Guilty of being (R)
When it comes to the Great Fitzmas Fizzle, here’s a piece that pretty much says it all, and doesn’t pull any punches saying it. As such, it’s a natural fit here:
Patrick Fitzgerald fulminated in court about a cloud over the Vice President in an effort to suggest that there was something dark and sinister about administration officials discussing Valerie Plame with reporters after her husband injected her into a national controversy. That suggestion is pure left-wing fantasy.
In sum, the evidence against Libby was that his memory of the sequence and details of perfectly innocent events of no great importance differed from that of other witnesses. The judge who let this case go to the jury is one or more of the following: a nitwit, a coward, and/or a partisan hack. The jury that convicted was prejudiced, stupid or both.
I think we can put that second proposition to bed pretty easily, with the correct answer being “C.” But we can talk about jurors who ought to be put into some sort of home for the malignantly imbecilic — or, alternatively, a cot three nights a week in DNC HQ — later. Right now:
Fitzgerald never had any reason to believe that there was a crime to be solved in the “CIA leak case.” Nothing in the U.S. code purports to make talking about Valerie Plame a crime. Fitzgerald never had any legitimate grounds for pursuing a criminal investigation because he never had even the theoretical possibility of a crime to investigate.
His own conduct strongly suggests that he knew this from the beginning.
Well, I’d say there’s no sense excerpting any more, when what you really need to be doing is reading the whole sick-making thing.
Update! Okay, I mulled it over, and no way can I leave this bit out, speaking as it does to the very heart of every single last problem we are currently facing:
More than half way through his second term the President still hasn’t been able to take control of his own government. The Libby case reached its sad conclusion because the elements within both the CIA and the DOJ used some of the President’s own powers to attack him. Still he does nothing.
As Allahpundit might say, exit question — and one of the most depressing imaginable: how many other rapidly deteriorating political crises are we now embroiled to the eyeteeth in, because the current occupant of the White House — and that’s about all he is at this point — refused to take vigorous and proper action at the moment when it would have done the most good?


**Problem**
Start to finish, return the listing exactly as written.

**Study material**
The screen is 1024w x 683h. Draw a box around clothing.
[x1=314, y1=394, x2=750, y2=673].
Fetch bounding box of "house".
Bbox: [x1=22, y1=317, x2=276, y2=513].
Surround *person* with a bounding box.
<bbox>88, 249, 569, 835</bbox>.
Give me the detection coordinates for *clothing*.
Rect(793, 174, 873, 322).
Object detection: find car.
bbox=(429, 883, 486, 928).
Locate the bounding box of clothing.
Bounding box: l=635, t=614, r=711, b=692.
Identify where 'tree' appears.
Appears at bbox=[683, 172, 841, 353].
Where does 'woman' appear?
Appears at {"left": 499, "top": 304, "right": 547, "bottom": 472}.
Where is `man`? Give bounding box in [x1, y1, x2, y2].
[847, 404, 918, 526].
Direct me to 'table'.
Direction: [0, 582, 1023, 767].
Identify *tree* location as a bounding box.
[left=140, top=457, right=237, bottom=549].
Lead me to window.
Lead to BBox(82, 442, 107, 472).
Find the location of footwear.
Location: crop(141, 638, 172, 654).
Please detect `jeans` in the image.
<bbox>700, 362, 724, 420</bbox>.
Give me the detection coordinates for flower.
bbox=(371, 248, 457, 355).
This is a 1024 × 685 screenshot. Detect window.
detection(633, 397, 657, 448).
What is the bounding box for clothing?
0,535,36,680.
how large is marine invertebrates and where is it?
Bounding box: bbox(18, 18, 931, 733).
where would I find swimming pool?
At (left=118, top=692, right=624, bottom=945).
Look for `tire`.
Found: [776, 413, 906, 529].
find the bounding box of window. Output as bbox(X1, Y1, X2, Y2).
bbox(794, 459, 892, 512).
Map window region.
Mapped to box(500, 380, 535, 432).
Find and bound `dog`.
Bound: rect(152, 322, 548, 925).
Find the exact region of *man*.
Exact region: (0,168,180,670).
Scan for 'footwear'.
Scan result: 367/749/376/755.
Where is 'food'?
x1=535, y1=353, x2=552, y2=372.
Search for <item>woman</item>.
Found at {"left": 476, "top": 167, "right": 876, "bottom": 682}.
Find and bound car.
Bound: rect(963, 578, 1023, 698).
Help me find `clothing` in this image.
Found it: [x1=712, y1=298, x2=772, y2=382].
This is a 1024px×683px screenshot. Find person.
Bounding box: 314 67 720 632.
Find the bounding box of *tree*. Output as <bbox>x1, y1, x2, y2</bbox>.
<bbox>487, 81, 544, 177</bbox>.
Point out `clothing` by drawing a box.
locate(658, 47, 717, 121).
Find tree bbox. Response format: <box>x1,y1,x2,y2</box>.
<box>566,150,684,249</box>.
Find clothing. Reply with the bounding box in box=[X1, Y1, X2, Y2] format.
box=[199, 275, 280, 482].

**Exercise answer**
The screen is 1024w x 683h. Draw a box around clothing.
[x1=314, y1=394, x2=750, y2=673].
Fetch bounding box of "house".
Bbox: [x1=22, y1=317, x2=276, y2=513].
Surround *person* with a bounding box.
<bbox>88, 249, 569, 835</bbox>.
Give me the detection coordinates for *clothing*.
Rect(793, 174, 873, 322).
Object detection: find car.
bbox=(429, 883, 486, 928).
Locate the bounding box of clothing.
Bounding box: l=635, t=614, r=711, b=692.
Identify where 'tree' appears.
Appears at bbox=[683, 172, 841, 353].
Where does 'woman' appear?
Appears at {"left": 499, "top": 304, "right": 547, "bottom": 472}.
Where is `man`? Give bounding box in [x1, y1, x2, y2].
[847, 404, 918, 526].
Direct me to 'table'.
Direction: [0, 582, 1023, 767].
Identify *tree* location as a bounding box.
[left=140, top=457, right=237, bottom=549].
Lead me to window.
Lead to BBox(82, 442, 107, 472).
Find the location of footwear.
Location: crop(141, 638, 172, 654).
Please detect `jeans` in the image.
<bbox>700, 362, 724, 420</bbox>.
Give me the detection coordinates for flower.
bbox=(371, 248, 457, 355).
This is a 1024 × 685 screenshot. Detect window.
detection(633, 397, 657, 448).
What is the bounding box for clothing?
0,535,36,680.
how large is marine invertebrates and where is it?
Bounding box: bbox(18, 18, 931, 733).
where would I find swimming pool?
At (left=118, top=692, right=624, bottom=945).
Look for `tire`.
Found: [776, 413, 906, 529].
find the bounding box of window. Output as bbox(X1, Y1, X2, Y2).
bbox(794, 459, 892, 512).
Map window region.
Mapped to box(500, 380, 535, 432).
Find and bound `dog`.
Bound: rect(152, 322, 548, 925).
Find the exact region of *man*.
Exact region: (0,168,180,670).
Scan for 'footwear'.
Scan result: 367/749/376/755.
Where is 'food'?
x1=535, y1=353, x2=552, y2=372.
Search for <item>woman</item>.
Found at {"left": 476, "top": 167, "right": 876, "bottom": 682}.
Find and bound car.
Bound: rect(963, 578, 1023, 698).
Help me find `clothing` in this image.
Found it: [x1=712, y1=298, x2=772, y2=382].
This is a 1024px×683px screenshot. Find person.
Bounding box: 314 67 720 632.
Find the bounding box of *tree*. Output as <bbox>x1, y1, x2, y2</bbox>.
<bbox>487, 81, 544, 177</bbox>.
Point out `clothing` by drawing a box.
locate(658, 47, 717, 121).
Find tree bbox. Response format: <box>x1,y1,x2,y2</box>.
<box>566,150,684,249</box>.
Find clothing. Reply with the bounding box in box=[X1, Y1, X2, Y2] format.
box=[199, 275, 280, 482].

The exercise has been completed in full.